Today, the region that is home to Black Shuck is bisected by the A!0 highway which runs from the city of Cambridge to the town of Ely. As the road crosses the fens of East Anglia it becomes lonely and winding. Many motorists still say that they can see the beast of Black Shuck prowling the roadside with his blazing red eyes glowing in the moonlight.
It may be easy for us to dismiss Black Shuck as a fanciful and horrific creation of folklore tradition. We could say that Black Shuck is simply a device used by medieval people to try and explain catastrophic occurrences that they couldn’t understand. And we could just as easily dismiss sightings of Black Shuck in the last two-hundred years as cases of wild runaway imaginations.
However, in 2014 archaeologists excavating in East Anglia near Leiston Abbey discovered buried just below the surface the remains of a large dog that measured nearly seven feet in length. Pottery fragments that were found near the dog’s gravesite and buried at the same depth, have been dated to the late 1500’s giving credence to the horrific stories of Black Shuck terrorizing the residents of Blythburgh and Bungay in the same time period.
Perhaps, given both the archaeological and eye-witness evidence, Black Shuck is more than simply a creation of our overwrought imaginations, or a survival from medieval folklore.
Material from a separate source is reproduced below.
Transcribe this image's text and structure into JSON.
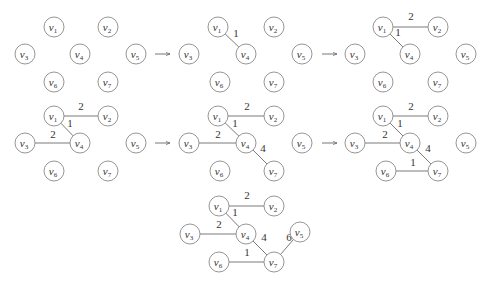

Maybe, out among the gloomy fens of East Anglia and stalking the lonely A10 highway on the road to the city of Cambridge, is Black Shuck prowling with his blazing red eyes looking for the next victim he can devour and portending our eventual doom.
As one twentieth century resident told East Anglian author Martin Newell when he inquired about researching the legend of Black Shuck, “if you go looking for him, you better be careful.”
Marvelous! A great summing up. Scary and interesting.